Review: Stiga Helix Platinum, Moregard's Championship Weapon

Originally published 2026-03-27 · Translated & republished with permission

Mogu Table Tennis Studio’s “Review Diary” is a personal sharing of my experience, offered for fellow players to reference and learn from.

This issue’s rubber: Stiga Helix Platinum M and H

Test setup: Cosmos carbon, Dujiang Yanlong (Stinger Flame Dragon), Zhang Jike ALC; three blades, mainly testing the backhand.

Mogu’s quick take

  1. In 2026, Moregard climbed to world No. 2, switching from DNA Platinum to Helix Platinum. After changing rubbers, his competitive performance remained strong, taking two more titles back-to-back, which is enough to show the real strength of the Helix Platinum.

  2. The Helix Platinum comes in four hardness specs: M 47.5, H 50, XH 52.5, and 55. The M has a bare weight of 68.5 g and a thickness of 2.2 mm; after cutting it’s probably around 46.5-48 g, which is fairly light.

Test impressions

Part one: Forehand (H hardness, a quick test)

  1. Forehand drives: releases the ball fairly well, but not especially clean; normal performance.

  2. Forehand loops: it grips the ball quite a bit, with good quality close to the table, but 50-degree H is a touch soft on the forehand, roughly equivalent to about 38-degree Hurricane. I’d suggest players go XH or 55 degrees for the forehand.

  3. Forehand looping underspin: the ball-grip feel is obvious, and opening up is fairly comfortable.

  4. The forehand’s only downside is that it isn’t clean enough; the upside is that it grips the ball well and has a tough resilience. In XH or 55 degrees on the forehand, it would be quite violent.

Part two: Backhand (the main test)

  1. Backhand feel: the Helix topsheet is made fairly thin and the sponge thick, so the feel is different from the tensor rubbers we usually use. If I had to find something similar, I’d say the Helix feels a lot like Butterfly’s T80 Hard: fairly balanced and middle-of-the-road.

  2. Backhand with small force: the ball release speed is quite fast, and the sponge is more substantial than a standard tensor, so adding power doesn’t feel hollow, with slightly higher elasticity too. But the topsheet is made thin, so the directional pointing on contact is average; with light brushing, the sense of the sponge and topsheet acting as one is a bit weaker.

  3. Backhand with added power: after you power up, the sponge is clearly more solid than a 2.1 mm tensor, with obvious acceleration. The M hardness already provides decent support; the H on the backhand gives even higher, more violent quality. Excellent!

  4. Backhand defense: no merit and no fault; normal performance.

  5. Helix Platinum M: roughly equivalent to about 37-degree Hurricane, with good control. Compared with DNA Platinum M, it needs a bit more force to drive. The Helix has slightly better control than DNA Platinum M, is tougher, and has a higher ceiling; the sponge grips the ball more deeply than the M, while the DNA Platinum M has a bit faster first-bounce speed and is cleaner, with a topsheet that grabs the ball more than the Helix. Overall they’re about on par.

  6. Helix Platinum H: the 50-degree version. The speed and quality are 1 to 1.5 tiers higher than the M; really top-notch. Because the sponge is harder and deforms less, the control is weaker than the M, but the threshold to play it through is actually a touch lower than the M. The Helix Platinum H produces quality more easily and plays through more easily, but to wield it stably the bar is still a bit higher than the M; it demands more in terms of power output and stroke mechanics.

Part three: Final summary

The Helix Platinum, as Stiga’s newest flagship rubber, has a controlled price of 275 RMB.

Actually, when Mogu first received the test sample, the rubber hadn’t launched yet. At the time my feedback to the company was that pricing this performance between 250 and 300 would be reasonable, and after launch that turned out to be exactly right.

Its performance stands out in three areas: ball holding, hitting quality, and arc stability. Its performance is lacking in two areas: directional pointing, and sponge-topsheet integration.

The Helix series uses an innovative design of thick sponge plus thin topsheet, a non-traditional feel that’s hard to sum up in one sentence: it can do everything! Everything is a little interesting! But nothing is prominent enough! Nothing is dazzling!

It’s very “balanced and middle-of-the-road,” a lot like a power-enhanced version of Butterfly’s T80. It really is useful, but you can’t pinpoint exactly what’s good about it. I thought about this article for a long time; it’s one of the rare products Mogu has run into where I didn’t know how to start writing.

M version: 7-7.5 points (recommended for the 1300-1500 rating range). H version: 7.5-8 points (recommended for the 1500-1800 rating range). It has the qualities of a mid-to-high-end rubber and is worth a try!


### [PROBLEM TO WORK ON]
Could every line of the listing be output exactly, with the pictures skipped?

Top of DATA LISTING

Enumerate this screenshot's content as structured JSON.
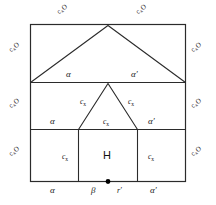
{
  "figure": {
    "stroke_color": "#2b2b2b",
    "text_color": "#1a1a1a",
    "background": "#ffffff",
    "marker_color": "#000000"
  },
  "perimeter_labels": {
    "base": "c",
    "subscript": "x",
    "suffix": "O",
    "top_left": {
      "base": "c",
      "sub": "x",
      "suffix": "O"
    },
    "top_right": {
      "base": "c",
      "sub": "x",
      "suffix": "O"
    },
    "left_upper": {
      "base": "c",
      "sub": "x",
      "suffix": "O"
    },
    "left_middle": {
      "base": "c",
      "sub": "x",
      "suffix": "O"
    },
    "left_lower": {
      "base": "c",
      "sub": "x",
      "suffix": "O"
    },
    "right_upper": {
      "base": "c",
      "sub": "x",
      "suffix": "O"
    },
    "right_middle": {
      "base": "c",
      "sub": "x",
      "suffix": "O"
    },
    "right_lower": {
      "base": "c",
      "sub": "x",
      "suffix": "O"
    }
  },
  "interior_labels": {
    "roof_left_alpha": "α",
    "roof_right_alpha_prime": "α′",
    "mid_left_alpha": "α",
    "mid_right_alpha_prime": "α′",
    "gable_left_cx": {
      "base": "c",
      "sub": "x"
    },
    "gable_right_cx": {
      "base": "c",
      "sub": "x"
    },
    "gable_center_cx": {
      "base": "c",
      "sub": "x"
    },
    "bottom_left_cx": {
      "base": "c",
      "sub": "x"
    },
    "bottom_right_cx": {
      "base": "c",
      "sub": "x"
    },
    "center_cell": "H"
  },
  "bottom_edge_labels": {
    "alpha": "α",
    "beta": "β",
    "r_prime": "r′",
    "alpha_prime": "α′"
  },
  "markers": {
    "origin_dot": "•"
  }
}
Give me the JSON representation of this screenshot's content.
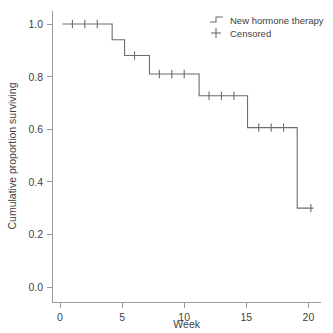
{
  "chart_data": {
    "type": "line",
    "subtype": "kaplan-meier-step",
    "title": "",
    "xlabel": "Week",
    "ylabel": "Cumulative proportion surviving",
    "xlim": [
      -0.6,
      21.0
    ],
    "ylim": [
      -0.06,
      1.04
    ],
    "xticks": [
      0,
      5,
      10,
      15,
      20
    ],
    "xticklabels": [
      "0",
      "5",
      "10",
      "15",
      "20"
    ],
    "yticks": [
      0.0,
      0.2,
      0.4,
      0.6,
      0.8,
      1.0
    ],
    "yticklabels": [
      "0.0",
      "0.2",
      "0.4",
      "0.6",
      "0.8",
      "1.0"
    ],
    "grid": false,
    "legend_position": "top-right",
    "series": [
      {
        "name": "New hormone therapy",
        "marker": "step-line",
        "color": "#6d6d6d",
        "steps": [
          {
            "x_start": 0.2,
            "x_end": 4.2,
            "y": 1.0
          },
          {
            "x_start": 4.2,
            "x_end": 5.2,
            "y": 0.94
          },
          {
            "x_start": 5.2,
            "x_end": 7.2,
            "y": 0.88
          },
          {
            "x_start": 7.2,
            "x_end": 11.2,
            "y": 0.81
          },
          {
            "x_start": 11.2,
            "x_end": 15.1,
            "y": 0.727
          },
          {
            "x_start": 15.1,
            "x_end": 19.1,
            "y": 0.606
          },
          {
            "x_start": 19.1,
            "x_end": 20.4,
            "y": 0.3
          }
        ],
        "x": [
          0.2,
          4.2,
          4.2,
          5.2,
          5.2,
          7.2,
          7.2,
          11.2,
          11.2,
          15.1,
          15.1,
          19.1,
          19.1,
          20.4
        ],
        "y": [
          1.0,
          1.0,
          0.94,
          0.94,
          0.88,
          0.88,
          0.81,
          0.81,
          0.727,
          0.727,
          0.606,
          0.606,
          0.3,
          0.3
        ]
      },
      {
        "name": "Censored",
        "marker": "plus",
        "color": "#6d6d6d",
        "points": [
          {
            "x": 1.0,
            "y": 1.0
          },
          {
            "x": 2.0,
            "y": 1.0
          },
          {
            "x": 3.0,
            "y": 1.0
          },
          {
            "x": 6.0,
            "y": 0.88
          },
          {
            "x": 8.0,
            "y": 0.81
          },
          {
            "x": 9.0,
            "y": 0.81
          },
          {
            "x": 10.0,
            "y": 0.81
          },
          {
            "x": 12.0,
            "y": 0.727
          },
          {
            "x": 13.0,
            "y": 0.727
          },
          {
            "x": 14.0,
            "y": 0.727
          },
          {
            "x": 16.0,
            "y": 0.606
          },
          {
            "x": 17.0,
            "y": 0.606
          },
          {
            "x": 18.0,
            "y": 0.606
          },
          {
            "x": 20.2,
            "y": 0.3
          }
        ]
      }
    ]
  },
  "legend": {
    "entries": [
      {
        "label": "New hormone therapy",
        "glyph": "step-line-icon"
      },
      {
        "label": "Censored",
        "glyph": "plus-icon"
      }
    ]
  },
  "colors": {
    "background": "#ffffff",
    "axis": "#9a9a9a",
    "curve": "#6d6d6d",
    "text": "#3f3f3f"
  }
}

Bottom of DATA LISTING

### [WRITTEN REPLY]
Enumerate this screenshot's content as structured JSON.
{
  "figure": {
    "stroke_color": "#2b2b2b",
    "text_color": "#1a1a1a",
    "background": "#ffffff",
    "marker_color": "#000000"
  },
  "perimeter_labels": {
    "base": "c",
    "subscript": "x",
    "suffix": "O",
    "top_left": {
      "base": "c",
      "sub": "x",
      "suffix": "O"
    },
    "top_right": {
      "base": "c",
      "sub": "x",
      "suffix": "O"
    },
    "left_upper": {
      "base": "c",
      "sub": "x",
      "suffix": "O"
    },
    "left_middle": {
      "base": "c",
      "sub": "x",
      "suffix": "O"
    },
    "left_lower": {
      "base": "c",
      "sub": "x",
      "suffix": "O"
    },
    "right_upper": {
      "base": "c",
      "sub": "x",
      "suffix": "O"
    },
    "right_middle": {
      "base": "c",
      "sub": "x",
      "suffix": "O"
    },
    "right_lower": {
      "base": "c",
      "sub": "x",
      "suffix": "O"
    }
  },
  "interior_labels": {
    "roof_left_alpha": "α",
    "roof_right_alpha_prime": "α′",
    "mid_left_alpha": "α",
    "mid_right_alpha_prime": "α′",
    "gable_left_cx": {
      "base": "c",
      "sub": "x"
    },
    "gable_right_cx": {
      "base": "c",
      "sub": "x"
    },
    "gable_center_cx": {
      "base": "c",
      "sub": "x"
    },
    "bottom_left_cx": {
      "base": "c",
      "sub": "x"
    },
    "bottom_right_cx": {
      "base": "c",
      "sub": "x"
    },
    "center_cell": "H"
  },
  "bottom_edge_labels": {
    "alpha": "α",
    "beta": "β",
    "r_prime": "r′",
    "alpha_prime": "α′"
  },
  "markers": {
    "origin_dot": "•"
  }
}
Give me the JSON representation of this screenshot's content.
{
  "chart_data": {
    "type": "line",
    "subtype": "kaplan-meier-step",
    "title": "",
    "xlabel": "Week",
    "ylabel": "Cumulative proportion surviving",
    "xlim": [
      -0.6,
      21.0
    ],
    "ylim": [
      -0.06,
      1.04
    ],
    "xticks": [
      0,
      5,
      10,
      15,
      20
    ],
    "xticklabels": [
      "0",
      "5",
      "10",
      "15",
      "20"
    ],
    "yticks": [
      0.0,
      0.2,
      0.4,
      0.6,
      0.8,
      1.0
    ],
    "yticklabels": [
      "0.0",
      "0.2",
      "0.4",
      "0.6",
      "0.8",
      "1.0"
    ],
    "grid": false,
    "legend_position": "top-right",
    "series": [
      {
        "name": "New hormone therapy",
        "marker": "step-line",
        "color": "#6d6d6d",
        "steps": [
          {
            "x_start": 0.2,
            "x_end": 4.2,
            "y": 1.0
          },
          {
            "x_start": 4.2,
            "x_end": 5.2,
            "y": 0.94
          },
          {
            "x_start": 5.2,
            "x_end": 7.2,
            "y": 0.88
          },
          {
            "x_start": 7.2,
            "x_end": 11.2,
            "y": 0.81
          },
          {
            "x_start": 11.2,
            "x_end": 15.1,
            "y": 0.727
          },
          {
            "x_start": 15.1,
            "x_end": 19.1,
            "y": 0.606
          },
          {
            "x_start": 19.1,
            "x_end": 20.4,
            "y": 0.3
          }
        ],
        "x": [
          0.2,
          4.2,
          4.2,
          5.2,
          5.2,
          7.2,
          7.2,
          11.2,
          11.2,
          15.1,
          15.1,
          19.1,
          19.1,
          20.4
        ],
        "y": [
          1.0,
          1.0,
          0.94,
          0.94,
          0.88,
          0.88,
          0.81,
          0.81,
          0.727,
          0.727,
          0.606,
          0.606,
          0.3,
          0.3
        ]
      },
      {
        "name": "Censored",
        "marker": "plus",
        "color": "#6d6d6d",
        "points": [
          {
            "x": 1.0,
            "y": 1.0
          },
          {
            "x": 2.0,
            "y": 1.0
          },
          {
            "x": 3.0,
            "y": 1.0
          },
          {
            "x": 6.0,
            "y": 0.88
          },
          {
            "x": 8.0,
            "y": 0.81
          },
          {
            "x": 9.0,
            "y": 0.81
          },
          {
            "x": 10.0,
            "y": 0.81
          },
          {
            "x": 12.0,
            "y": 0.727
          },
          {
            "x": 13.0,
            "y": 0.727
          },
          {
            "x": 14.0,
            "y": 0.727
          },
          {
            "x": 16.0,
            "y": 0.606
          },
          {
            "x": 17.0,
            "y": 0.606
          },
          {
            "x": 18.0,
            "y": 0.606
          },
          {
            "x": 20.2,
            "y": 0.3
          }
        ]
      }
    ]
  },
  "legend": {
    "entries": [
      {
        "label": "New hormone therapy",
        "glyph": "step-line-icon"
      },
      {
        "label": "Censored",
        "glyph": "plus-icon"
      }
    ]
  },
  "colors": {
    "background": "#ffffff",
    "axis": "#9a9a9a",
    "curve": "#6d6d6d",
    "text": "#3f3f3f"
  }
}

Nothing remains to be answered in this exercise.